My last-minute assembly skills have failed me

According to my thesis schedule, I am meant to have my second chapter submitted now. Instead, I have 5200 words, only 1200 of which are about my case studies. Even within the analytical stuff, there is a lot of ambiguous sequencing, and a great many emphatic [ADD MORE HERE] editorial notes. It seems unlikely that this chapter can be completed tonight, regardless of caffeine consumption levels.

I need to:

  1. Complete the necessary reading, especially on pre-IPCC climate change science
  2. Trawl through the notes I have already made about sources, ideas, and themes
  3. Expand the case study portion of the chapter to about 5000 words, shifting the bits that are now independent into the case study narrative

I suppose I should get cracking on the first of those. The whole thing – three substantive chapters, a conclusion, and a revised introduction – needs to be submitted in 53 days. Time for another pot of coffee.

Author: Milan

In the spring of 2005, I graduated from the University of British Columbia with a degree in International Relations and a general focus in the area of environmental politics. In the fall of 2005, I began reading for an M.Phil in IR at Wadham College, Oxford. Outside school, I am very interested in photography, writing, and the outdoors. I am writing this blog to keep in touch with friends and family around the world, provide a more personal view of graduate student life in Oxford, and pass on some lessons I've learned here.

9 thoughts on “My last-minute assembly skills have failed me”

  1. There’s no point in pounding away until you come up with something ‘complete’ but mediocre. Ask for an extension, then work solidly at a sustainable level until the thing is done.

    Make a chart of how you spend your day, then think about how you can cut down on the useless parts.

    You still have time. How many days do you normally spend on a paper? Just think of this as six papers. Six papers in fifty days is not too bad.

  2. Just remember the wisdom of the incomparable Douglas Adams:

    “I love deadlines. I like the whooshing sound they make as they fly by.”

  3. This may help you:

    Introduction: A Hyperlinked History of Climate Change Science

    “To a patient scientist, the unfolding greenhouse mystery is far more exciting than the plot of the best mystery novel. But it is slow reading, with new clues sometimes not appearing for several years. Impatience increases when one realizes that it is not the fate of some fictional character, but of our planet and species, which hangs in the balance as the great carbon mystery unfolds at a seemingly glacial pace.”

    Schindler, David W. (1999). “The Mysterious Missing Sink.” Nature 398: 105-106.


__TASK STATEMENT__: Answer with a number only, stating how many lines of the records hold the word "separator".

*** RECORDS SHOWN ***

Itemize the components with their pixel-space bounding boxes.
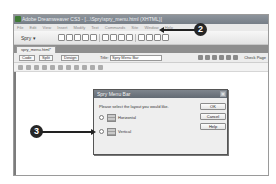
check-page-button[interactable]: Check Page xyxy=(244,55,266,61)
callout-step-2: 2 xyxy=(194,23,207,36)
paste-icon[interactable] xyxy=(82,65,87,70)
spry-menu-bar-dialog: Spry Menu Bar × Please select the layout… xyxy=(93,89,228,155)
window-title: Adobe Dreamweaver CS3 - [...\Spry\spry_m… xyxy=(22,16,162,22)
vertical-option[interactable]: Vertical xyxy=(99,127,131,136)
save-all-icon[interactable] xyxy=(50,65,55,70)
new-document-icon[interactable] xyxy=(18,65,23,70)
redo-icon[interactable] xyxy=(98,65,103,70)
cut-icon[interactable] xyxy=(66,65,71,70)
menu-modify[interactable]: Modify xyxy=(73,25,85,30)
spry-accordion-icon[interactable] xyxy=(154,34,161,41)
document-toolbar: Code Split Design Title: Spry Menu Bar C… xyxy=(14,53,268,63)
menu-view[interactable]: View xyxy=(43,25,52,30)
callout-3-arrow xyxy=(42,131,92,133)
validate-markup-icon[interactable] xyxy=(233,55,238,60)
file-management-icon[interactable] xyxy=(198,55,203,60)
undo-icon[interactable] xyxy=(90,65,95,70)
design-view-button[interactable]: Design xyxy=(61,55,79,61)
vertical-layout-icon xyxy=(107,128,116,136)
ok-button[interactable]: OK xyxy=(200,103,226,110)
spry-tabbed-panels-icon[interactable] xyxy=(146,34,153,41)
dialog-title: Spry Menu Bar xyxy=(97,91,130,97)
menu-text[interactable]: Text xyxy=(91,25,98,30)
callout-2-arrowhead xyxy=(159,27,164,33)
horizontal-layout-icon xyxy=(107,114,116,122)
horizontal-option[interactable]: Horizontal xyxy=(99,113,136,122)
refresh-icon[interactable] xyxy=(212,55,217,60)
insert-category-dropdown[interactable]: Spry ▾ xyxy=(21,34,36,42)
spry-validation-textfield-icon[interactable] xyxy=(102,34,109,41)
document-tab[interactable]: spry_menu.html* xyxy=(16,46,56,53)
document-tools xyxy=(198,55,238,60)
browse-bridge-icon[interactable] xyxy=(34,65,39,70)
title-label: Title: xyxy=(100,55,109,61)
toolbar-separator xyxy=(135,34,136,42)
dreamweaver-app-icon xyxy=(15,16,21,22)
menu-file[interactable]: File xyxy=(17,25,23,30)
split-view-button[interactable]: Split xyxy=(39,55,53,61)
menu-edit[interactable]: Edit xyxy=(30,25,37,30)
window-titlebar: Adobe Dreamweaver CS3 - [...\Spry\spry_m… xyxy=(14,15,268,24)
callout-2-arrow xyxy=(163,29,195,31)
spry-region-icon[interactable] xyxy=(66,34,73,41)
copy-icon[interactable] xyxy=(74,65,79,70)
spry-insert-icons xyxy=(58,34,169,42)
spry-menu-bar-icon[interactable] xyxy=(138,34,145,41)
menu-window[interactable]: Window xyxy=(144,25,158,30)
dialog-titlebar: Spry Menu Bar × xyxy=(94,90,227,98)
print-code-icon[interactable] xyxy=(58,65,63,70)
page-title-input[interactable]: Spry Menu Bar xyxy=(110,55,162,61)
close-icon[interactable]: × xyxy=(220,91,226,97)
menu-bar: File Edit View Insert Modify Text Comman… xyxy=(14,24,268,31)
document-tab-strip: spry_menu.html* xyxy=(14,45,268,53)
code-view-button[interactable]: Code xyxy=(19,55,35,61)
open-icon[interactable] xyxy=(26,65,31,70)
spry-repeat-list-icon[interactable] xyxy=(82,34,89,41)
toolbar-separator xyxy=(99,34,100,42)
spry-validation-checkbox-icon[interactable] xyxy=(118,34,125,41)
left-gutter xyxy=(14,72,16,176)
spry-repeat-icon[interactable] xyxy=(74,34,81,41)
standard-toolbar-icons xyxy=(18,65,103,70)
vertical-label: Vertical xyxy=(118,129,131,134)
vertical-radio[interactable] xyxy=(99,129,104,134)
spry-table-icon[interactable] xyxy=(90,34,97,41)
horizontal-label: Horizontal xyxy=(118,115,136,120)
spry-validation-select-icon[interactable] xyxy=(110,34,117,41)
callout-3-arrowhead xyxy=(91,129,96,135)
preview-browser-icon[interactable] xyxy=(205,55,210,60)
visual-aids-icon[interactable] xyxy=(226,55,231,60)
save-icon[interactable] xyxy=(42,65,47,70)
menu-insert[interactable]: Insert xyxy=(57,25,67,30)
spry-xml-dataset-icon[interactable] xyxy=(58,34,65,41)
help-button[interactable]: Help xyxy=(200,123,226,130)
spry-collapsible-panel-icon[interactable] xyxy=(162,34,169,41)
insert-bar: Spry ▾ xyxy=(14,31,268,45)
standard-toolbar xyxy=(14,63,268,72)
spry-validation-textarea-icon[interactable] xyxy=(126,34,133,41)
menu-commands[interactable]: Commands xyxy=(105,25,125,30)
dialog-prompt: Please select the layout you would like. xyxy=(99,104,169,109)
cancel-button[interactable]: Cancel xyxy=(200,113,226,120)
screenshot-stage: Adobe Dreamweaver CS3 - [...\Spry\spry_m… xyxy=(0,0,276,184)
horizontal-radio[interactable] xyxy=(99,115,104,120)
menu-site[interactable]: Site xyxy=(131,25,138,30)
view-options-icon[interactable] xyxy=(219,55,224,60)
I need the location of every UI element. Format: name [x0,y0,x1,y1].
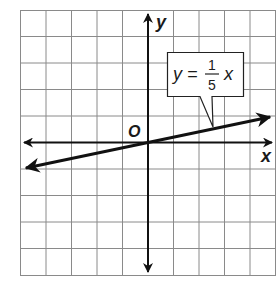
slope-denominator: 5 [208,77,216,93]
slope-numerator: 1 [208,57,216,73]
origin-label: O [128,123,141,140]
x-axis-label: x [260,146,272,166]
equation-variable: x [223,64,234,84]
equation-lhs: y = [171,64,198,84]
y-axis-label: y [155,12,167,32]
coordinate-graph: y x O y = 1 5 x [0,0,280,283]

*** End of RECORDS SHOWN ***

__RESPONSE AREA__: 2